Most humans today have a hard time with three co-related fears (perhaps these are aspects of the same fear): their fear of loss, the fear of daring what is good for them and the fear of being abnormal. The anxiety of missing opportunities, or making the wrong choices, of not having what others have, or being alone and not belonging generates panic, stress, procrastination or apathy (mental and physical). When we see a virus, we want to flatten the curve and avoid its becoming exponential. We ought to be consequent and get rid of the unhealthy exponential mentality for what we desire also. If we continue to think that the good should be exponentially so, then the bad will also feel exponential. This is explained in more detail in my book on Lacan, jouissance and capitalism.

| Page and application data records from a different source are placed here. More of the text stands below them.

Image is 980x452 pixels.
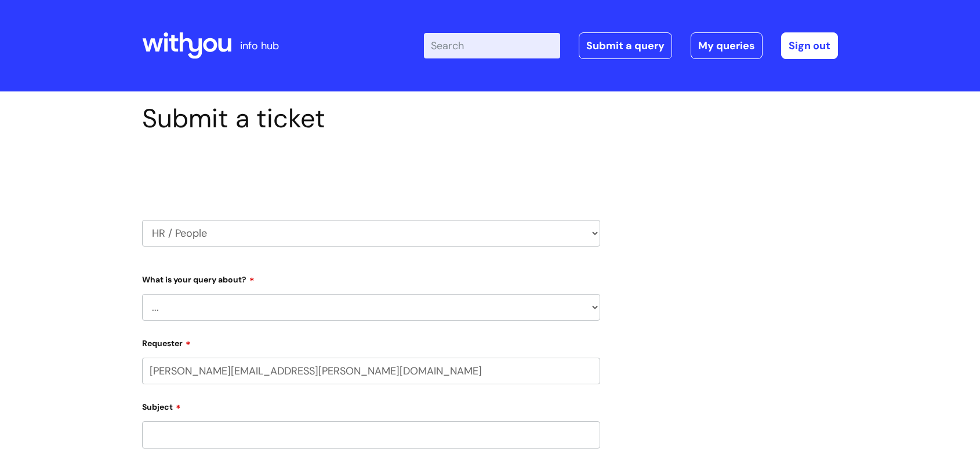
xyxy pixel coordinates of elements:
p: info hub [240,36,279,55]
div: | - [424,33,838,59]
label: Subject [142,398,600,413]
a: My queries [691,33,763,59]
h1: Submit a ticket [142,103,600,135]
input: Search [424,33,560,59]
input: Email [142,358,600,384]
a: Sign out [781,33,838,59]
h2: Select issue type [142,161,600,182]
label: What is your query about? [142,271,600,285]
label: Requester [142,335,600,349]
a: Submit a query [579,33,672,59]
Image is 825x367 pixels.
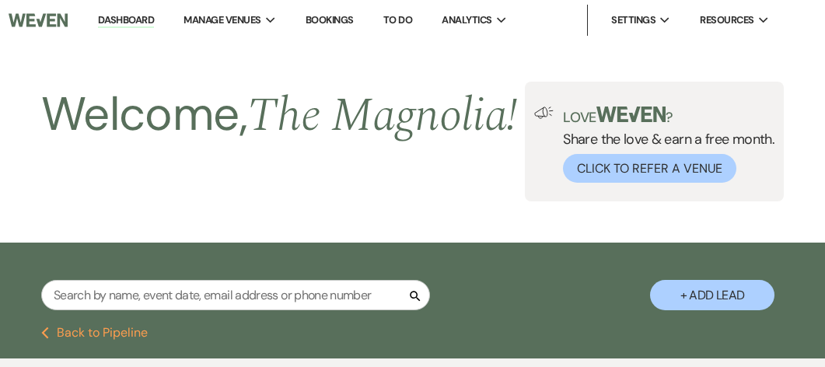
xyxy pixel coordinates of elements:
[700,12,753,28] span: Resources
[563,154,736,183] button: Click to Refer a Venue
[596,107,665,122] img: weven-logo-green.svg
[442,12,491,28] span: Analytics
[41,82,518,148] h2: Welcome,
[9,4,68,37] img: Weven Logo
[563,107,774,124] p: Love ?
[41,280,430,310] input: Search by name, event date, email address or phone number
[247,80,518,152] span: The Magnolia !
[98,13,154,28] a: Dashboard
[183,12,260,28] span: Manage Venues
[41,327,148,339] button: Back to Pipeline
[650,280,774,310] button: + Add Lead
[611,12,655,28] span: Settings
[383,13,412,26] a: To Do
[554,107,774,183] div: Share the love & earn a free month.
[534,107,554,119] img: loud-speaker-illustration.svg
[306,13,354,26] a: Bookings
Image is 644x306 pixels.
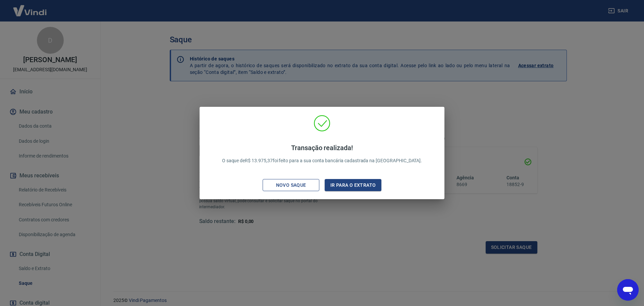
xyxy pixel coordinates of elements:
h4: Transação realizada! [222,144,423,152]
p: O saque de R$ 13.975,37 foi feito para a sua conta bancária cadastrada na [GEOGRAPHIC_DATA]. [222,144,423,164]
iframe: Botão para abrir a janela de mensagens [617,279,639,300]
button: Novo saque [263,179,320,192]
button: Ir para o extrato [325,179,382,192]
div: Novo saque [268,181,315,189]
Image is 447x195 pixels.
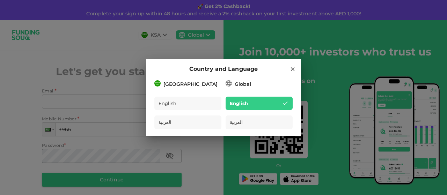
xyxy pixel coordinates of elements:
div: Global [235,81,251,88]
span: Country and Language [189,65,258,74]
div: [GEOGRAPHIC_DATA] [164,81,218,88]
span: English [159,100,176,108]
span: العربية [159,118,172,126]
span: English [230,100,248,108]
span: العربية [230,118,243,126]
img: flag-sa.b9a346574cdc8950dd34b50780441f57.svg [154,80,161,87]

As we say here in Sweden, growth should be natural, healthy and slow, in other words, “lagom.” In more philosophical terms, this is what the Ancient philosophers called the golden mean. In the sustained middle way and persistent and creative equilibrium of forces is the healing power. For Aristotle, courage is a mean between cowardice and rashness. Courage is the only thing that can prevent timidity and rage, which are two sides of the same harmful attitude. Now you will perhaps go for a walk and ask yourself: at this moment of my biography, am I being coward, rash or sanely courageous?